You either love it or you hate it

  1. Did you know that Marmite is very popular in Malaysia?

It’s used in Chinese Malay cooking, where they make  Marmite chicken or even better – Marmite prawns –

 

I’m sure that even Marmite haters would be converted by just one of these luscious little mouthfuls … it’s practically an umami-overdose, if such a thing were possible.

2. Durian polarises people even more than Marmite.  The flavour has been described to me as ‘onion and motor oil custard’, while the smell has something of the sewer about it.

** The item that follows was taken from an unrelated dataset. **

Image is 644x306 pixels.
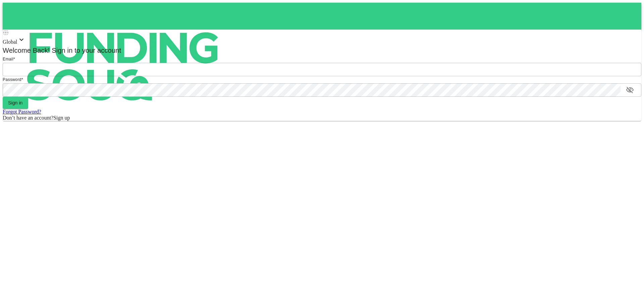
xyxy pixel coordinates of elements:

There’s a man who sells durian from a van just down the road –

and people sit on the pavement and eat it –

but you can smell the durian long before you get anywhere near the van.  I’ve walked towards the van several times, determined to buy some and try it, but then the smell hits me and I scuttle away and buy some mangoes instead.

The closest I’ve got to eating durian is in a dessert called cendol, which is a mixture of crushed ice, coconut milk, red beans and green jelly noodles.  There was an option to have it flavoured with durian puree, so I recklessly went ahead and ordered it.

Whilst the flavour wasn’t too bad, the durian puree has a pungent rotting smell, and the putrid aftertaste stays in your mouth for hours.

If I could just get past the smell, maybe I could skip up to the van as happily as the locals and order myself one – although nobody at school would go near me for days afterwards, as your pores apparently exude the smell, and any unfortunate release of gas is equally pervasive.

3.  Birds’ Nest Soup

Having heard so much about the health-giving properties of birds’ nest soup, and how highly prized and therefore hugely expensive it is, I decided to try some in the name of research.

Unfortunately, I couldn’t get past the fact that it is saliva … and birds’ saliva at that … formerly solidified birds’ saliva that has now been dissolved in water.

So I will just have to forego any miraculous healing that might have come my way if I’d finished it.